The US Senate StableCOin Bill is on its way back to the last days of the floor debate, and the crypto industry’s lobbyists in Washington urge senators to focus on the task, even as other legislative efforts muscles for the debate.
If the bill clears these potential obstacles and passes this week, it first marks that a large piece of crypto legislation has cleared the Senate.
The Law on Guidance and Establishing National Innovation for US StableCeCons (Genius) Act is the Senate’s much-revised efforts to regulate issuers of stablecoinsde stable tokens generally based on the value of a US dollar, such as Tether’s
and Circle’s. The bill already cleared the Senate’s banking committee and a former floor priest test with greater Bipartisan support, although many democratic critics bound the efforts of concern over President Donald Trump’s personal crypto business interests.
“As the bill continues through the amendment process, we are calling for respectful legislators to remain engaged in its central goal: to give a targeted and comprehensive approach to stableecoin supervision,” said some of the top Washington -lobby groups in a joint statement Monday, signed by the leaders of the Blockchain Association, Crypto Council for Innovation, Defi Education Funds and Digital Digital Digital and Digital Digital Digital and Digital Digital Compber.

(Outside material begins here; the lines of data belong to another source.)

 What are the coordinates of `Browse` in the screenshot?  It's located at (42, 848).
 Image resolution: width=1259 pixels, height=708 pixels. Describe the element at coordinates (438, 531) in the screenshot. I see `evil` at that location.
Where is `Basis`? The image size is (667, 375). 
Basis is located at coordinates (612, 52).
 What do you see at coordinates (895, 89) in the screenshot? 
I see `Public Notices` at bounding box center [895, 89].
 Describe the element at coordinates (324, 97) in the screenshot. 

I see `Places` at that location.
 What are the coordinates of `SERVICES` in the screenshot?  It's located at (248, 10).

This marks a first political commitment from the New Blockchain Association CEO Summer Mersinger, who just left his commissioner post in Commodity Futures Trading Commission Friday.
Senate’s majority leader John Thune had said he would have thrown the final debate on the Genius Act open to changes and more than 50 of them were delivered. As is often done with legislation with momentum, legislators have locked in on the bill in the hope of letting their non -related efforts ride its coattails to victory. In this case, the senators behind the credit card competition, which aims to force more competition between card issuers, filed to add it as a change of stablecoin legislation.

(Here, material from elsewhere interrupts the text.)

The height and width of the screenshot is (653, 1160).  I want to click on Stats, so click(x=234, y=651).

Political analysts like Ian Katz at Capital Alpha Partners give the credit card initiative very low odds to be signed in the Law-10-15%, Katz said in a Monday research note. His company had a more optimistic view of the Genius law and set it on “a 60-65% chance of being allowed this year.”
While approval in this chamber of Congress represents the most difficult of all obstacles facing legislation, it would still need approval in the House of Representatives, which may have its own ideas on how to approach stableecoins.